Copyright ) 2000 Nando Media
Copyright ) 2000 Associated Press

On the Y2K bookshelf

NEW YORK, January 5, 2000 - Dermot McGuigan, co-author of the survival guide "Y2K & Y-O-U," now worries about the book's own survival.

"It first came out in 1998 and it's going to be republished under its original name, 'Your Resilient Home,'" McGuigan, an energy consultant based in Burlington, Vt., said Tuesday. "All the same information will be there, except the Y2K stuff will be downplayed."

Almost overnight, Y2K disaster books seem as stale as so much leftover party food. With no major computer-related problems reported from the turnover to the year 2000, expect a short shelf life for such titles as "Timebomb 2000!" and "Don't Panic! You Can Prepare for the Y2K Crisis."

"Obviously, we haven't sold as many copies of those kinds of books this week as we did last week," said Debra Williams, director of corporate communications for Barnes & Noble Inc.

Publishing has long operated with different timeframes in mind, issuing everything from "classic" books for the ages to "instant" books for next week.

But Y2K books are an especially tricky category. The typical quickie publication cashes in on a recent news event, like the death of John F. Kennedy Jr. Y2K releases depended on a future event no one could guarantee.

"I liken it to movie tie-in books," said Laurie Brown, vice president of marketing at Farrar, Straus & Giroux. "Most of the sales come before the movie comes out. If the movie doesn't do well, sales fall off dramatically."

If anyone gets stuck with all those unsold copies, it'll probably be the publishers. Superstore chains such as Barnes & Noble rarely purchase books unless they're allowed to return them. Independent stores, meanwhile, tended to order limited numbers of Y2K titles.

Richard Howarth, owner of Square Books in Oxford, Miss., and the president of the American Booksellers Association, said he regarded Y2K publications the same way he does calendars and other materials that date quickly.

"We would order one or two copies at a time, and if a Y2K book sold out by mid-December we didn't bother reordering it," he said.

"And I'm not sure who's going to want them now. If everybody throws them away, they're going to be collectors' items. But since people think they're going to be collectors' items, they're going to keep them and the books will be totally worthless."

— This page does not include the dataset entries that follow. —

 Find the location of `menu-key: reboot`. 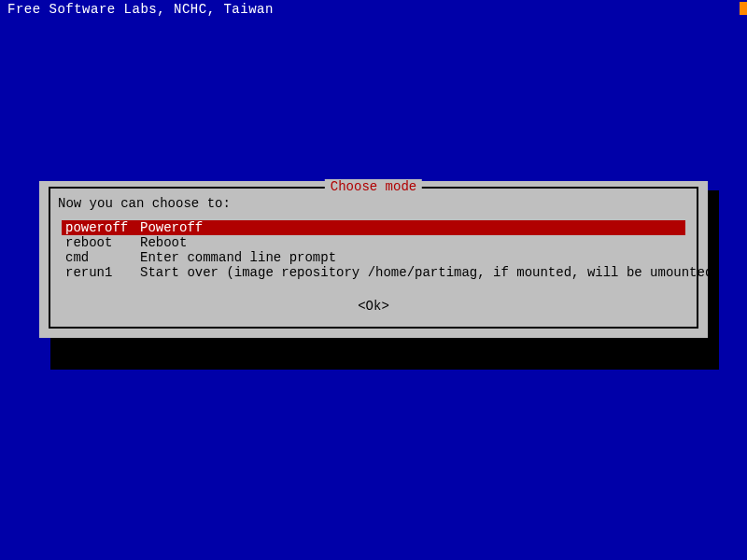

menu-key: reboot is located at coordinates (103, 243).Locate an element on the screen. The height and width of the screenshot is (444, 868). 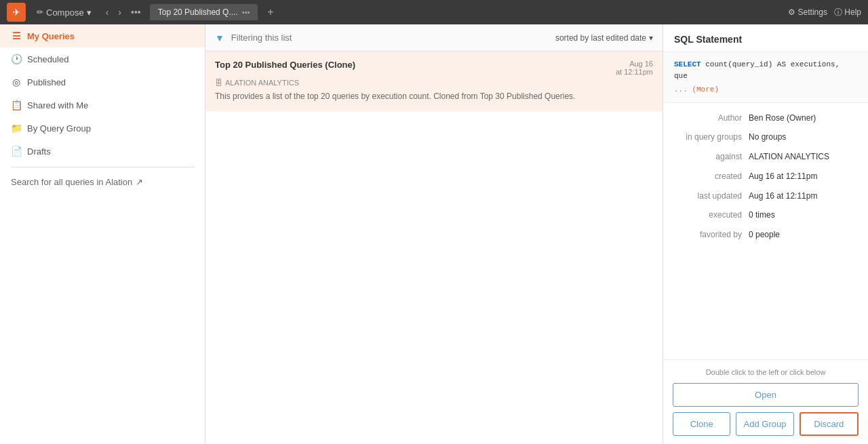
sort-chevron: ▾ is located at coordinates (651, 38).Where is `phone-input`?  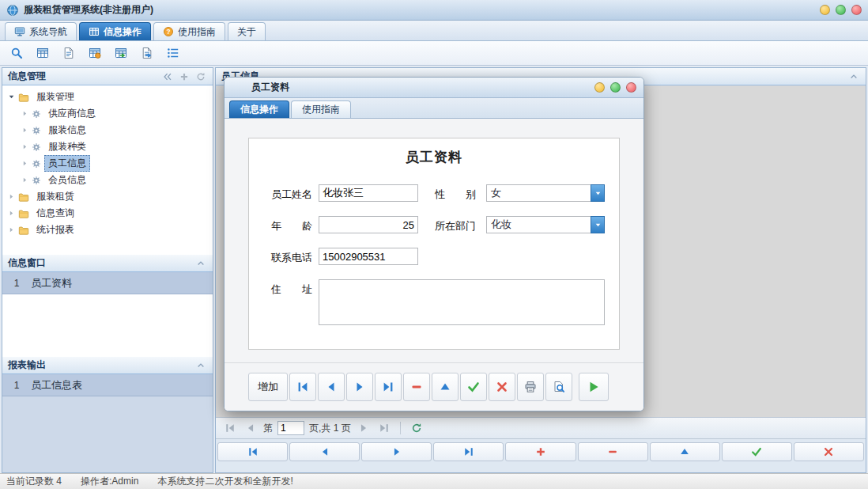
phone-input is located at coordinates (368, 256).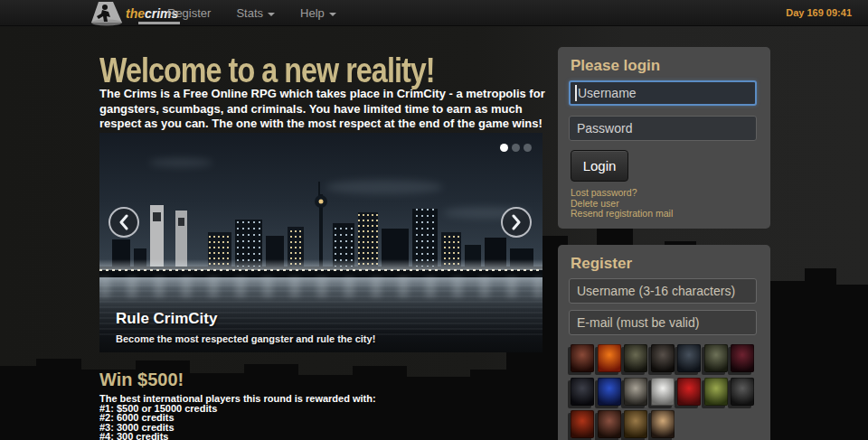  I want to click on register-email-input, so click(663, 323).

The appeal for Y2K titles has shifted from fear to amusement; words once meant to terrify now read like blurbs from old science fiction movies.

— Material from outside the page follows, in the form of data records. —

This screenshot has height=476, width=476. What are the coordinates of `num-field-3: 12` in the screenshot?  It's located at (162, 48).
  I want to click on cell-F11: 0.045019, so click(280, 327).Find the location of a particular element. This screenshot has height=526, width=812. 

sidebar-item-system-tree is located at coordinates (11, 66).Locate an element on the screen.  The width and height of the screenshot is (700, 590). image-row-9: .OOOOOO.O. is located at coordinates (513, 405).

The back cover to "The Hippy Survival Guide to Y2K" imagines the very worst: "What if your faucets are dry? What if your phone is dead, trains and planes don't run, banks and stores are closed - and even the government is shut down?"

In Anni McClung's "The Y2K Recipe Collection," cooks are advised that the dishes are "fully compliant" and require "only canned, boxed, and dried items found in your Y2K food storage pantry."

Novels, too, have become instant Y2kitsch.

In "The Millennium Bug," co-written by George E. Grant and Michael S. Hyatt, Fortune 500 executive Bob Priam is fired after failing to convince his boss of the urgency of Y2K preparation. He then sets up his own Y2K consulting firm.

Sure enough, the great disaster arrives. The market crashes, banks fold and panic spreads like an untreatable plague. Priam and his family retreat to a remote farmhouse, where they're still not out of danger.

On Jan. 6, 2000, just before dusk, "The air was pure, sharp, and cold, heavy leaden with drama and disquiet, as befitted Epiphany."

[ENDS]

-- John Whitley (jwhitley@inforamp.net), January 05, 2000

Answers

Neat. Kind of like old 1950's post-apocolyptic films and books. Perhaps some will become classics like the now-debunked 1984 by George Orwell.